🤖 AI Summary
Existing benchmarks for mathematical reasoning struggle to capture the dynamic process of multi-agent collaboration in solving open-ended problems. To address this gap, this work introduces CrowdMath, a dataset comprising 164 expert-annotated discussion threads from the MIT PRIMES–AoPS CrowdMath project (2016–2025), which comprehensively trace collaborative trajectories from problem formulation to proof completion. Each post is annotated with its functional role in the reasoning process—such as partial progress, error identification, or proof finalization. Leveraging this dataset, we define a new evaluation task that assesses models’ understanding of collaborative reasoning through macro F1 score on role classification and accuracy in next-post prediction.

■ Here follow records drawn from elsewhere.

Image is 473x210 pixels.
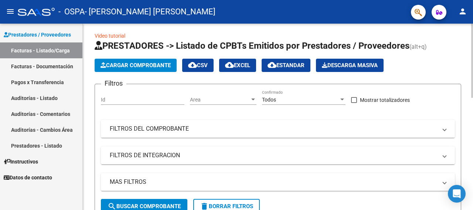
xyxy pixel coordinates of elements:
[95,59,177,72] button: Cargar Comprobante
[316,59,384,72] app-download-masive: Descarga masiva de comprobantes (adjuntos)
[6,7,15,16] mat-icon: menu
[459,7,468,16] mat-icon: person
[410,43,427,50] span: (alt+q)
[200,203,253,210] span: Borrar Filtros
[108,203,181,210] span: Buscar Comprobante
[110,152,438,160] mat-panel-title: FILTROS DE INTEGRACION
[225,61,234,70] mat-icon: cloud_download
[182,59,214,72] button: CSV
[322,62,378,69] span: Descarga Masiva
[219,59,256,72] button: EXCEL
[268,62,305,69] span: Estandar
[448,185,466,203] div: Open Intercom Messenger
[225,62,250,69] span: EXCEL
[316,59,384,72] button: Descarga Masiva
[188,61,197,70] mat-icon: cloud_download
[262,97,276,103] span: Todos
[4,174,52,182] span: Datos de contacto
[268,61,277,70] mat-icon: cloud_download
[188,62,208,69] span: CSV
[101,78,126,89] h3: Filtros
[85,4,216,20] span: - [PERSON_NAME] [PERSON_NAME]
[4,158,38,166] span: Instructivos
[190,97,250,103] span: Area
[110,125,438,133] mat-panel-title: FILTROS DEL COMPROBANTE
[101,147,455,165] mat-expansion-panel-header: FILTROS DE INTEGRACION
[95,33,125,39] a: Video tutorial
[101,62,171,69] span: Cargar Comprobante
[262,59,311,72] button: Estandar
[360,96,410,105] span: Mostrar totalizadores
[101,173,455,191] mat-expansion-panel-header: MAS FILTROS
[58,4,85,20] span: - OSPA
[95,41,410,51] span: PRESTADORES -> Listado de CPBTs Emitidos por Prestadores / Proveedores
[110,178,438,186] mat-panel-title: MAS FILTROS
[101,120,455,138] mat-expansion-panel-header: FILTROS DEL COMPROBANTE
[4,31,71,39] span: Prestadores / Proveedores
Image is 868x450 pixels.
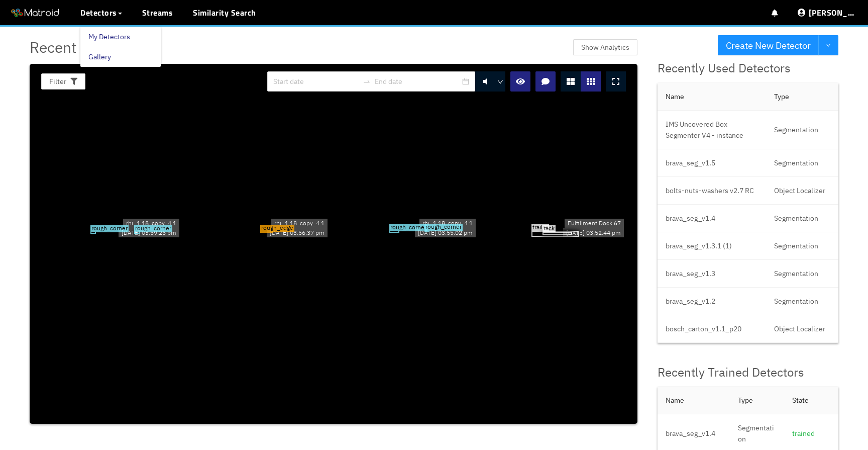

Experiments reveal that while state-of-the-art large language models achieve 83–88% accuracy in next-post prediction, their performance on functional role classification remains markedly limited, with the best macro F1 score reaching only 0.42, highlighting a critical deficiency in modeling collaborative mathematical reasoning.
📝 Abstract
Large language models have made substantial progress on mathematical reasoning, but existing benchmarks typically evaluate well-specified problems with final answers, step-by-step solutions, or complete proofs. They do not capture collaborative open-problem solving: a setting in which participants propose partial arguments, identify gaps or errors in prior steps, repair flawed reasoning, and gradually synthesize incremental contributions into a proof. We introduce CrowdMath, a dataset of 164 expert-annotated progress chains from the MIT PRIMES--Art of Problem Solving (AoPS) CrowdMath program (2016-2025), a collaborative research initiative whose discussions have led to peer-reviewed publications. Each chain traces a multi-participant forum discussion from an open-problem statement to a completed proof. Posts are labeled by their functional roles in the evolving solution process, including partial progress, proof completion, erroneous reasoning, and error identification. We define evaluation tasks and benchmark six frontier models. Models achieve 83-88% accuracy on next-post prediction, suggesting that they can follow the local flow of mathematical discussion. However, they struggle to identify the functional significance of individual contributions with the best model achieving only 0.42 macro-F1 on post-role classification. CrowdMath exposes a gap between solving well-specified mathematical problems and understanding collaborative mathematical progress as it unfolds.